There are immense possibilities of marketing for technologies like this. Through a child’s television show or online episodes, children’s favorite characters can be downloaded and printed in the home, collectable in multiple poses and costumes.
A 1970’s cartoon from French Television “BarbaPapa” is one that particularly could work well. A family of amorphous blobs shape shift into objects, tools and elastic shapes. This could be easily marketed. A certain trademarked design of a cartoon eye and color could be printed onto endlessly possible variations of form. Or an online generator could make your favorite character into any object or shape, and then print it out.
This technology could lead further to customizable products for all sorts of uses, whether it’s creating a custom handle for a specifically finicky doorknob, or a better working gear for a broken machine. Customizable living will be truly reached when this technology has advanced further.
War And Sex As Propellants For Technological Change
There is a large industry advancing these machines as well as private inventors and entrepreneurs working on their own designs. There has always been a driving force for advancement in technologies developed and financed by military and defense industries. The implications and possibilities conceived by defense contracting companies are limitless. Simply being able to have 3-D printing facilities around the globe supplied with the proper raw material could save fortunes of money and time rather than organizing and mobilizing factory, employees, equipment and vehicles.

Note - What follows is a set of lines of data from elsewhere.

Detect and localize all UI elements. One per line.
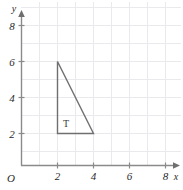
x-axis-label: x xyxy=(173,171,179,182)
grid-horizontal-lines xyxy=(21,8,181,152)
origin-label: O xyxy=(7,172,15,184)
x-tick-label-2: 2 xyxy=(55,170,61,182)
coordinate-grid-figure: 2 4 6 8 2 4 6 8 O y x T xyxy=(0,0,183,190)
x-tick-label-4: 4 xyxy=(91,170,97,182)
y-axis-label: y xyxy=(11,3,17,14)
y-axis-arrow-icon xyxy=(18,10,25,17)
shape-label-t: T xyxy=(63,118,69,129)
y-tick-label-4: 4 xyxy=(9,92,15,104)
coordinate-plane-svg: 2 4 6 8 2 4 6 8 O y x T xyxy=(0,0,183,190)
grid-vertical-lines xyxy=(40,2,166,165)
y-tick-label-2: 2 xyxy=(9,128,15,140)
x-tick-label-8: 8 xyxy=(163,170,169,182)
y-tick-label-8: 8 xyxy=(9,20,15,32)
x-tick-label-6: 6 xyxy=(127,170,133,182)
x-axis-arrow-icon xyxy=(173,162,180,169)
y-tick-label-6: 6 xyxy=(9,56,15,68)
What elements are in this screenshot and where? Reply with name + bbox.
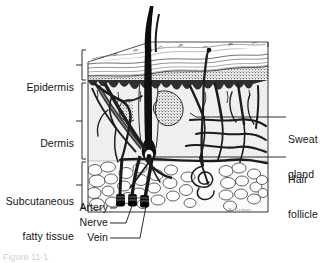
label-hair-follicle: Hair follicle: [288, 151, 327, 243]
label-epidermis-line-0: Epidermis: [16, 82, 74, 94]
figure-caption: Figure 11-1: [3, 252, 48, 262]
label-dermis: Dermis: [16, 115, 74, 173]
label-artery: Artery: [60, 202, 108, 214]
artist-signature: N. Grimes: [228, 207, 251, 212]
bracket-epidermis: [76, 50, 86, 80]
bracket-dermis: [76, 83, 86, 159]
artery-stub: [116, 194, 125, 207]
left-brackets: [76, 50, 86, 208]
label-sweat-gland-line-0: Sweat: [288, 134, 327, 146]
label-nerve: Nerve: [60, 217, 108, 229]
skin-anatomy-figure: Epidermis Dermis Subcutaneous fatty tiss…: [0, 0, 327, 263]
label-vein: Vein: [60, 232, 108, 244]
subcutaneous-fat-layer: [87, 161, 268, 213]
vein-stub: [140, 195, 149, 208]
label-hair-follicle-line-1: follicle: [288, 209, 327, 221]
label-dermis-line-0: Dermis: [16, 138, 74, 150]
label-epidermis: Epidermis: [16, 59, 74, 117]
label-hair-follicle-line-0: Hair: [288, 174, 327, 186]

There is not much information divulged on the experiments or advancements in the technology right now within the military industrial complex. But if history serves as a predictor, it is safe to say that if it’s a concern to the military if someone else could possibly download and print out weapons in their home. It would be to America’s best interest to develop the technology faster and better, in effect controlling the capabilities by designing the platform.
Military research has pushed technologies into perfected and highly engineered stages. But the second backbone of technological advancements and the public distribution in document sharing has been the pornography and adult entertainment industry. The adult Film industry basically created the in-home theatre system. By releasing pornography on videotapes to a very willing audience, sales of VCRs soared bringing the prices of VCR and VHS cassette tapes down, allowing a larger public to purchase the new growing industry of Hollywood films released on tape.
Adult entertainment is responsible for the set up of the 900 numbers as well as pay per view format viewing, in which a desired movie can be called in on request. After the industry was set up by the demand for readily available pornography, it opened up the roads for mainstream to use the services providing all other genres of entertainment. The Internet also flourished, after being developed by defense technologies, survived in public domain with a strong backbone of pornography.
User friendly website formats made it easier, and more accessible for all other forms of information sharing industries to join in. The pornography industry is larger than the revenues of the top technology companies combined: Microsoft, Google, Amazon, eBay, Yahoo, Apple, Netflix and EarthLink. It has created the armature of new industries and technologies and will most likely play a major role in the development of the next and newest technologies, especially if it can make virtual sexual fantasy physical.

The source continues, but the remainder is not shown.